The Slatest

Dylann Roof Has at Least One Black Friend Who Denies Alleged Shooter Is Racist

“He never said anything racist to me,” Christon Scriven, 21, told the BBC.

Screengrab from BBC video 

At least one black man sees suspected shooter Dylann Roof as a friend and vehemently denies that the 21-year-old accused of killing nine people in a church was racist. “Everybody’s making him out to be racist but here I am in front of you today as a black man and telling you that I look at him no different today than what I looked him last week because he never said anything racist to me,” Christon Scriven, 21, told the BBC. “He never treated me any different” than he did his white friends, Scriven added. Scriven also talked to the Telegraph and said that “not once … did he say anything racist,” even though the two had “been drunk plenty of nights … so drunk that he’s passed out on the side of his car.”

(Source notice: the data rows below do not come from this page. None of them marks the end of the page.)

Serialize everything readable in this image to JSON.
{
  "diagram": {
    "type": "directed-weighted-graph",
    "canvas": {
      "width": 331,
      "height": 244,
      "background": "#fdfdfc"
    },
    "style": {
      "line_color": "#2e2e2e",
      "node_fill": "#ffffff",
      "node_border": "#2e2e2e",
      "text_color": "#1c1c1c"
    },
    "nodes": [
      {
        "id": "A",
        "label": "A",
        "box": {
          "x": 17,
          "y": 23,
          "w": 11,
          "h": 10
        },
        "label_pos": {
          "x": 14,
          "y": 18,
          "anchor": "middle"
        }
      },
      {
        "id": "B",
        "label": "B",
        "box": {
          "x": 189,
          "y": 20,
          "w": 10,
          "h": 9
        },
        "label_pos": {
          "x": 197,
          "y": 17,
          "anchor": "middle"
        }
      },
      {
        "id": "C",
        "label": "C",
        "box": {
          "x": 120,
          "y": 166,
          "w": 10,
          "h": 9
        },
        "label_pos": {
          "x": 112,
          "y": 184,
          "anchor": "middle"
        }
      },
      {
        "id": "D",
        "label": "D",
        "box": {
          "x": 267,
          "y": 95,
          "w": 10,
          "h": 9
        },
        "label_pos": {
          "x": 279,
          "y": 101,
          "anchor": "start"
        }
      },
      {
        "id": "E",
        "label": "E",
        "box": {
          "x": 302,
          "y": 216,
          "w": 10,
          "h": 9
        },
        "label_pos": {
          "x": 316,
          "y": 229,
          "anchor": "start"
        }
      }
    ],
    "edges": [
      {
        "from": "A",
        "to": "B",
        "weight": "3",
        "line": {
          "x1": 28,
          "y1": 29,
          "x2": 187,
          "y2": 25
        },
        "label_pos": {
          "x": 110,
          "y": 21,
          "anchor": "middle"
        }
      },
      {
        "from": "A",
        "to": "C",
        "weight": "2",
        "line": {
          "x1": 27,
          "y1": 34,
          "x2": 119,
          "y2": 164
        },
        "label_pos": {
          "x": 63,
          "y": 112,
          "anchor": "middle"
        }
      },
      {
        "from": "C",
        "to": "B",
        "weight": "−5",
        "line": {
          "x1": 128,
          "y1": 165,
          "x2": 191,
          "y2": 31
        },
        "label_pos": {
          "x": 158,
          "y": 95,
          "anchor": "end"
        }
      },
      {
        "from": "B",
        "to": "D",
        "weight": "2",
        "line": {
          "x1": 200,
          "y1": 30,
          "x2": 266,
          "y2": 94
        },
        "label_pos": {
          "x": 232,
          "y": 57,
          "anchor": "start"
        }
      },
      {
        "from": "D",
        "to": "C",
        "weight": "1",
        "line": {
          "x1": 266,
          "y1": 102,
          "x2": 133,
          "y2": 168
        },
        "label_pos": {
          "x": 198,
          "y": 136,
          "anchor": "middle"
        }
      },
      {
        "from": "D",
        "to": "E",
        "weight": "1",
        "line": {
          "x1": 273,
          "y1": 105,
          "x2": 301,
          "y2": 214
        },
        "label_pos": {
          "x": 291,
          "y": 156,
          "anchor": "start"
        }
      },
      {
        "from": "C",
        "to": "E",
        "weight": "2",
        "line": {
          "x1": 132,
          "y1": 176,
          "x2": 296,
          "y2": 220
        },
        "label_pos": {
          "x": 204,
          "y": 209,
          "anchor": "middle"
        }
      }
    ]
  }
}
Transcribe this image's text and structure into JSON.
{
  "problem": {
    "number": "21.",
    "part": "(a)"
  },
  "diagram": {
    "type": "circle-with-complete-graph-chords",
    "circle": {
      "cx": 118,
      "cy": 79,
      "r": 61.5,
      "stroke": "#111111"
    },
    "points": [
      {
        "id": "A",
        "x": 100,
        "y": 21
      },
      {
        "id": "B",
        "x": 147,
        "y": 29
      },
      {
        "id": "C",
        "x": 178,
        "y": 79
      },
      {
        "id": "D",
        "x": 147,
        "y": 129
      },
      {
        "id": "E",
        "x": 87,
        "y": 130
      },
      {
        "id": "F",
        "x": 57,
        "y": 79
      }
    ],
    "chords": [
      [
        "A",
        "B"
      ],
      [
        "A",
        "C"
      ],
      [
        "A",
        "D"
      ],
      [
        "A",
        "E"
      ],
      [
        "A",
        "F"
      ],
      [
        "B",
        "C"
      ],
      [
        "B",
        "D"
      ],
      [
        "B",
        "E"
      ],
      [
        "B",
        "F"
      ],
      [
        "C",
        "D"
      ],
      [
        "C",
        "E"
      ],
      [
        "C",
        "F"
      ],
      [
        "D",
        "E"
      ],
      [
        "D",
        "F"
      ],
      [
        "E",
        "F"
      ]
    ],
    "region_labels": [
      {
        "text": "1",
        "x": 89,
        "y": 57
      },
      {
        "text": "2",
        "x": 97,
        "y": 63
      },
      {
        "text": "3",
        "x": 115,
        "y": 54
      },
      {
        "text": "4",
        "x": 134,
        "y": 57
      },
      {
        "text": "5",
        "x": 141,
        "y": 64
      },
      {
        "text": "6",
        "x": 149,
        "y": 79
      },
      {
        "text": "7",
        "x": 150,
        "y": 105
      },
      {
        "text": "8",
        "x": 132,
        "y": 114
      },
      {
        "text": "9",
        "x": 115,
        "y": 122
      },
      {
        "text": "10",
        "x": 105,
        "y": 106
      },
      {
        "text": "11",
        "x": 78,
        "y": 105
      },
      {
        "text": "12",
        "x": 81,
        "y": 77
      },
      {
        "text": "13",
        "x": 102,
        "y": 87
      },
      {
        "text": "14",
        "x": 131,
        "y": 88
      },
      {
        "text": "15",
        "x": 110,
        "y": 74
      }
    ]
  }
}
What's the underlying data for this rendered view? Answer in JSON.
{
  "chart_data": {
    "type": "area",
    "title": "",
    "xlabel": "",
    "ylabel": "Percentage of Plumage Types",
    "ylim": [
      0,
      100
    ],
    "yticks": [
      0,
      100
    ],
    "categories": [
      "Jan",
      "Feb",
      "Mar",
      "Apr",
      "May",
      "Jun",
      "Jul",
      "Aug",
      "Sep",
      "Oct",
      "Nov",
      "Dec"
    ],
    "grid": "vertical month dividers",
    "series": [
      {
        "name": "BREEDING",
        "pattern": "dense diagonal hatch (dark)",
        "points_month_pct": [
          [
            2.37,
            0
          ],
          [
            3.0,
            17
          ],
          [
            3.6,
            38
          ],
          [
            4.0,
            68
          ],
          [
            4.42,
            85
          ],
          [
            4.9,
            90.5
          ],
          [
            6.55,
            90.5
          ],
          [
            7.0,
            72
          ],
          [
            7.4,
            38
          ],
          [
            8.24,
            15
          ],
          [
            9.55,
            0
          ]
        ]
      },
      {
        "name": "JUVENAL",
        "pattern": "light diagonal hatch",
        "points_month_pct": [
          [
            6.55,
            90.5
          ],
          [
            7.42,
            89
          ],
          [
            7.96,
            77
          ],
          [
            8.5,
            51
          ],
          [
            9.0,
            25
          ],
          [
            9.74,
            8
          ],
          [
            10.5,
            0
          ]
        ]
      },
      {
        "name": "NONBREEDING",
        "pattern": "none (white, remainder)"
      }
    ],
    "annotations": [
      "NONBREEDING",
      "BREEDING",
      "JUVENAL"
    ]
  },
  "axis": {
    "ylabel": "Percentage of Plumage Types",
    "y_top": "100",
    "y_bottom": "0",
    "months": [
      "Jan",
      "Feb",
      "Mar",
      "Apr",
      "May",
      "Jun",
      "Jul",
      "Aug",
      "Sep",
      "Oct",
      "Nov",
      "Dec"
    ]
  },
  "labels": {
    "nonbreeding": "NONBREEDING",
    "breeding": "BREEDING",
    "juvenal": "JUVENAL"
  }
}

Scriven also insists the “church wasn’t his primary target at all,” saying that Roof wanted to shoot people at the College of Charleston. Scriven says he didn’t know why Roof wanted to shoot the school, and when he asked him about it, “he just stopped talking … he never said anything else about it. He was like, ‘They all got seven days to live.’ ”

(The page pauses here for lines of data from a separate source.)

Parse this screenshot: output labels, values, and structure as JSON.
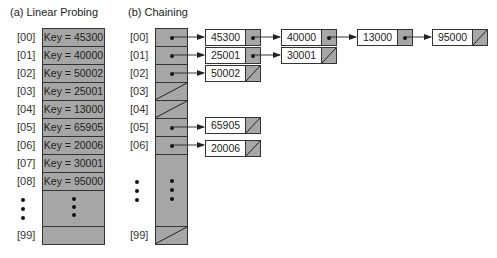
{
  "linear_probing": {
    "title": "(a) Linear Probing",
    "rows": [
      {
        "index": "[00]",
        "label": "Key = 45300"
      },
      {
        "index": "[01]",
        "label": "Key = 40000"
      },
      {
        "index": "[02]",
        "label": "Key = 50002"
      },
      {
        "index": "[03]",
        "label": "Key = 25001"
      },
      {
        "index": "[04]",
        "label": "Key = 13000"
      },
      {
        "index": "[05]",
        "label": "Key = 65905"
      },
      {
        "index": "[06]",
        "label": "Key = 20006"
      },
      {
        "index": "[07]",
        "label": "Key = 30001"
      },
      {
        "index": "[08]",
        "label": "Key = 95000"
      }
    ],
    "last_row": {
      "index": "[99]",
      "label": ""
    }
  },
  "chaining": {
    "title": "(b) Chaining",
    "rows": [
      {
        "index": "[00]",
        "chain": [
          "45300",
          "40000",
          "13000",
          "95000"
        ]
      },
      {
        "index": "[01]",
        "chain": [
          "25001",
          "30001"
        ]
      },
      {
        "index": "[02]",
        "chain": [
          "50002"
        ]
      },
      {
        "index": "[03]",
        "chain": []
      },
      {
        "index": "[04]",
        "chain": []
      },
      {
        "index": "[05]",
        "chain": [
          "65905"
        ]
      },
      {
        "index": "[06]",
        "chain": [
          "20006"
        ]
      }
    ],
    "last_row": {
      "index": "[99]",
      "chain": []
    }
  },
  "colors": {
    "cell_fill": "#a6a6a6",
    "node_fill": "#ffffff",
    "border": "#333333"
  }
}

Others don’t quite see things the way Scriven does. In an interview shortly after the shooting, Roof’s friend Joey Meek told the Associated Press that while he and Roof were drinking vodka one day, Roof complained that “blacks were taking over the world” and that “someone needed to do something about it for the white race.” CBS News also reported that a classmate said Roof often “told racist jokes.”